On Wed, 18 Nov 2015 16:14:43 +0100, Lin, Mengdong wrote:
-----Original Message----- From: Takashi Iwai [mailto:tiwai@suse.de] Sent: Wednesday, November 18, 2015 4:19 PM
On Wed, 18 Nov 2015 08:28:09 +0100, Lin, Mengdong wrote:
-----Original Message----- From: Takashi Iwai [mailto:tiwai@suse.de] Sent: Wednesday, November 18, 2015 3:16 PM To: mengdong.lin@linux.intel.com
On Wed, 18 Nov 2015 08:23:07 +0100, mengdong.lin@linux.intel.com wrote:
From: Mengdong Lin mengdong.lin@linux.intel.com
Fix warning: comparison between signed and unsigned integer expressions [-Wsign-compare]
ABI objects use type _le32, which is converted to host unsigned integer. So the iterator 'i' in a loop as below should also be unsigned. for (i = 0; i < pcm->num_streams; i++) ^
Using an unsigned int for the generic loop count like i is strange.
Yes.
Rather compare with the original value in the template, which is actually int.

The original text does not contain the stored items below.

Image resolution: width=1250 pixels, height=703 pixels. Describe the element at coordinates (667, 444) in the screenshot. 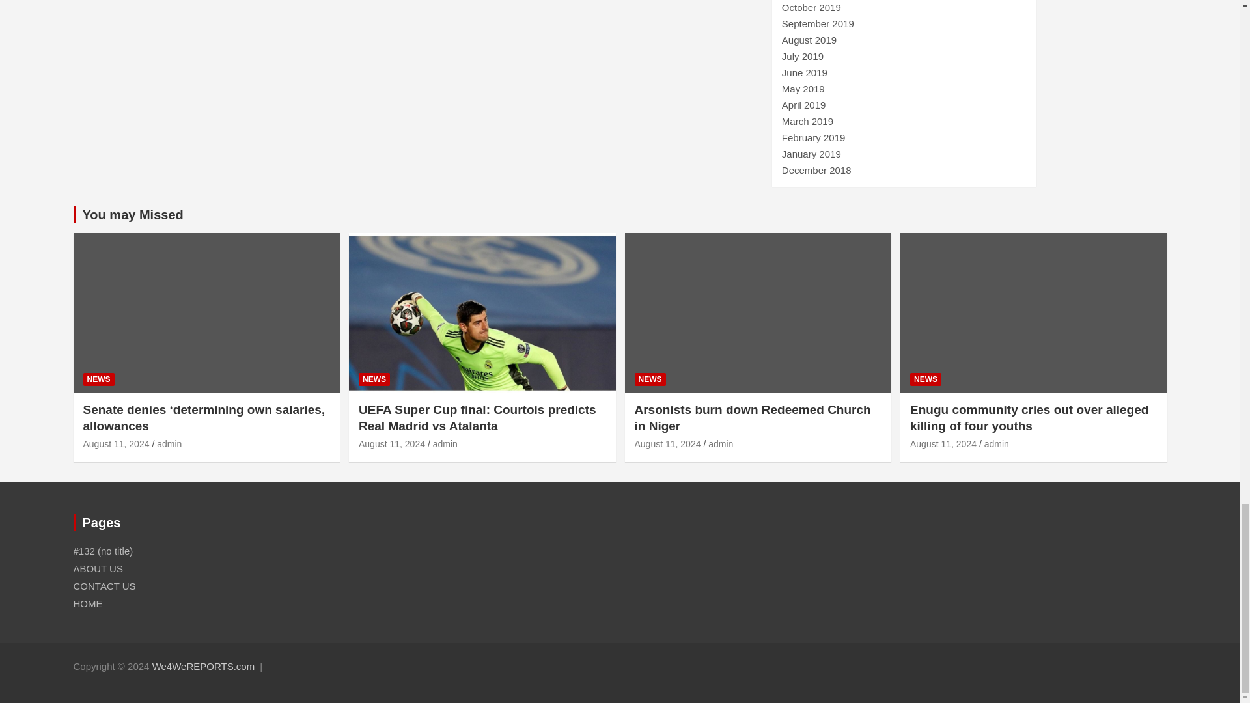

I see `Arsonists burn down Redeemed Church in Niger` at that location.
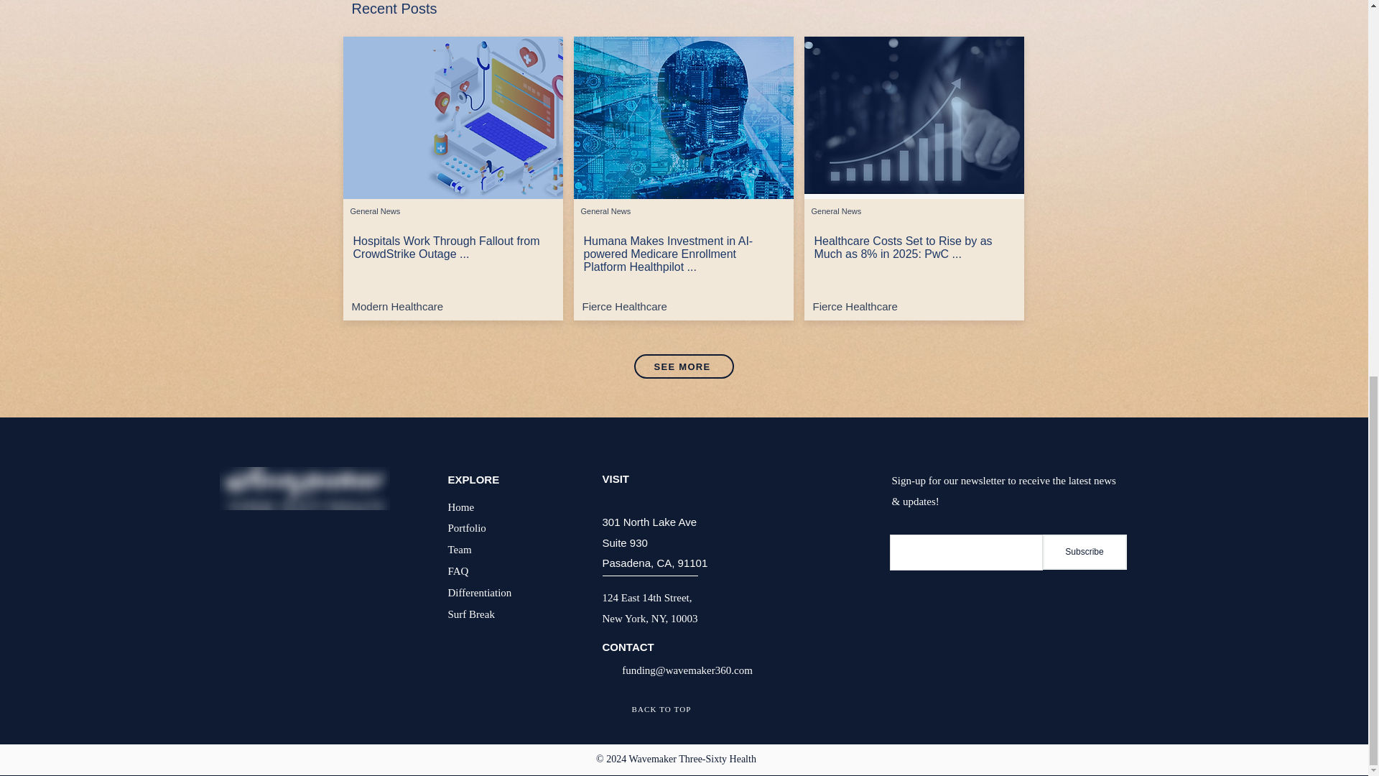 This screenshot has height=776, width=1379. I want to click on Subscribe, so click(1084, 552).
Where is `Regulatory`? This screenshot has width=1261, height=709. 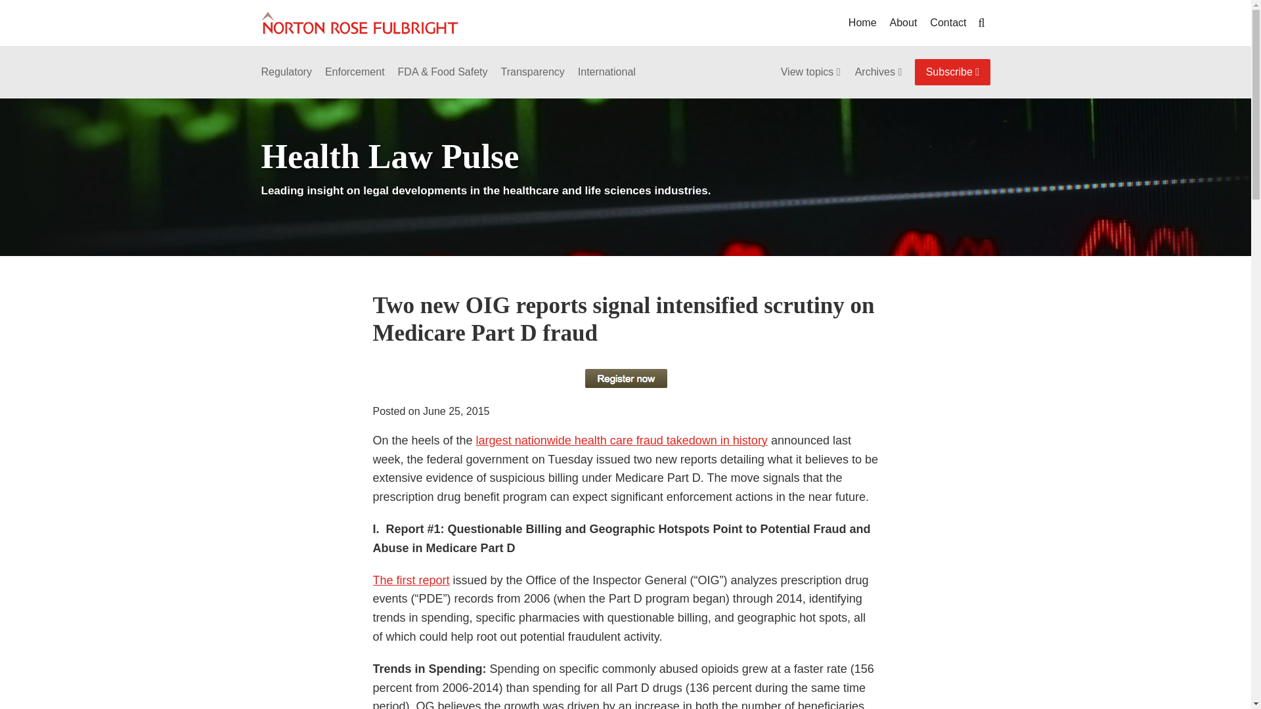 Regulatory is located at coordinates (286, 72).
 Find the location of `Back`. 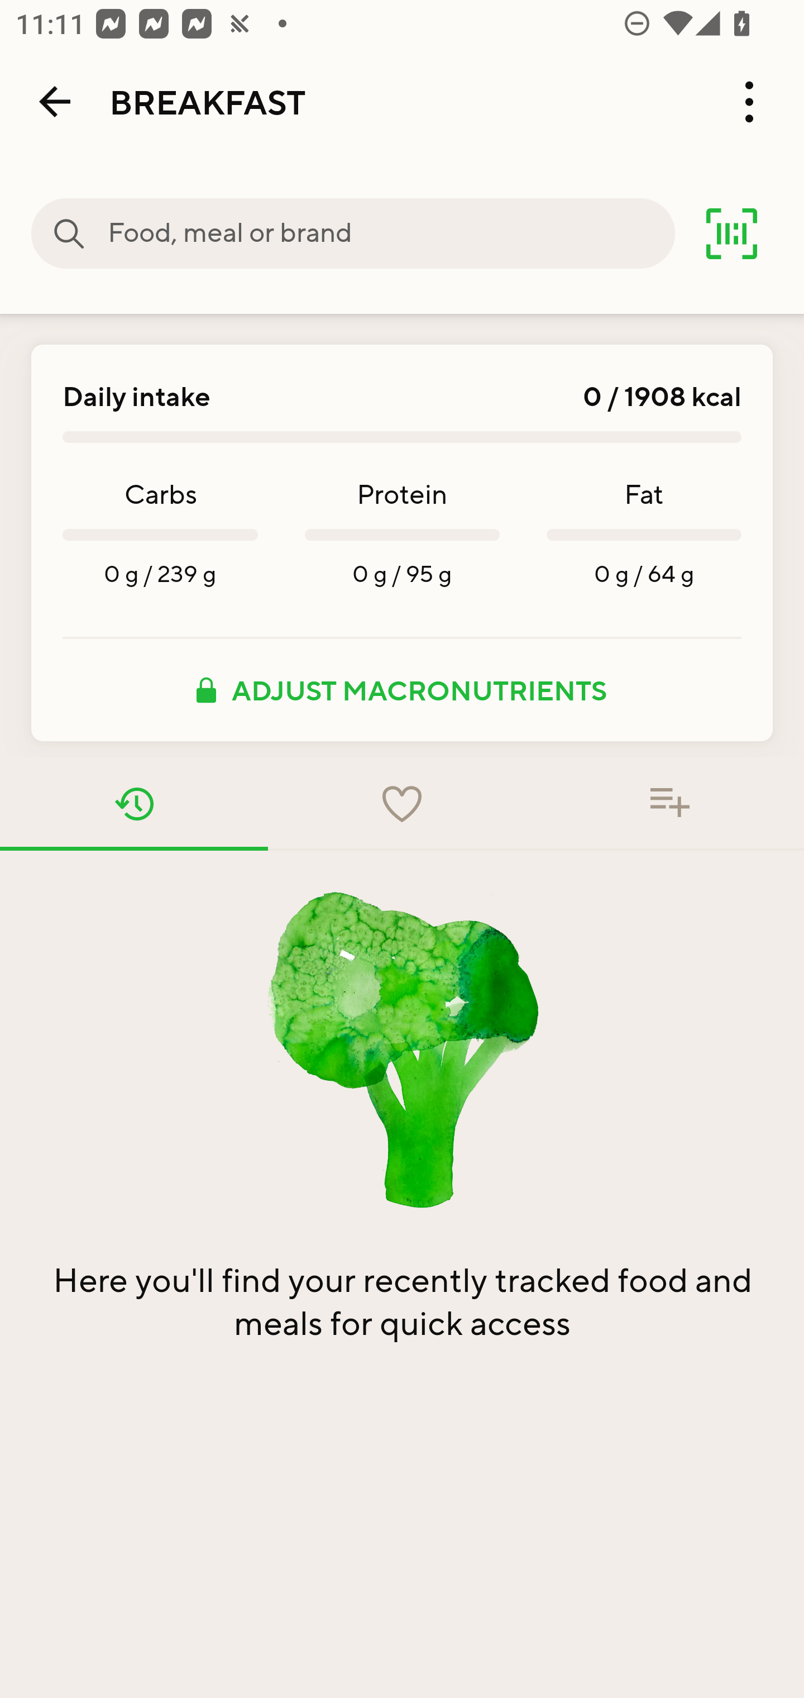

Back is located at coordinates (55, 102).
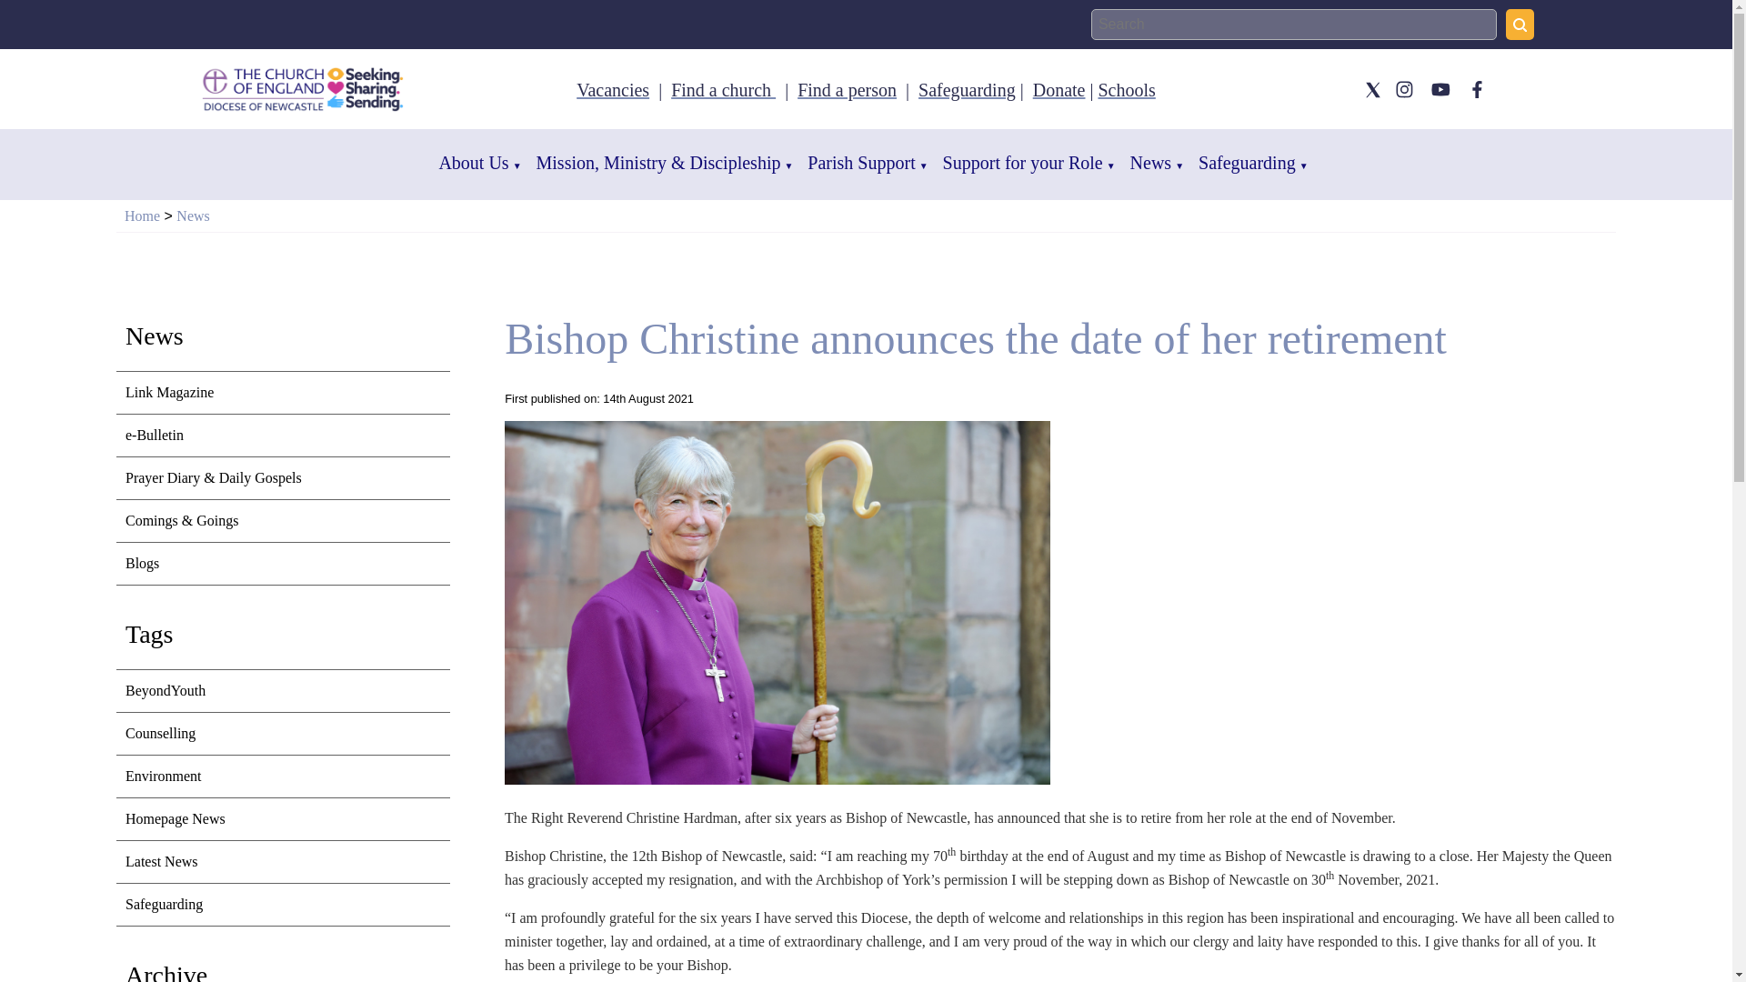 Image resolution: width=1746 pixels, height=982 pixels. Describe the element at coordinates (613, 89) in the screenshot. I see `Vacancies` at that location.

Are you suggesting not change the code?
No.
The "pcm->num_streams" here is __le32 defined in ABI: struct snd_soc_tplg_pcm { ... __le32 num_streams; /* number of streams */ ... } __attribute__((packed));
It seems gcc takes it as unsigned integer and so I get the warning.
The problem isn't only about the endianess. Conceptually, it's wrong to refer directly to le32 data, as it's not being CPU endian. It should have always an endian conversion. Of course, we support only LE32, so it's no big issue, so far.
What you need to refer to is the value in the template instead. It's guaranteed to be CPU endianess, and it's even int. So, the code would look like:
for (i = 0; i < pcm_tpl->num_streams; i++)
Okay, I'll revise the patch. Thanks for your suggestion.
BTW, I haven't checked whether topology API would "work" on big-endian architecture; does it return an error properly?
Sorry, no. I'll check if an API can tell us the host endianness and let topology return an error for big-endian machines.
I had thought to use this API when generating the ABI objects from host type to _le32: uint32_t htole32(uint32_t host_32bits);
Yes, that should work. But then, as I pointed out, many current codes directly refer to the converted data, and they are broken.
But since I have no big-endian machines to test this, maybe it's better to return an error for them.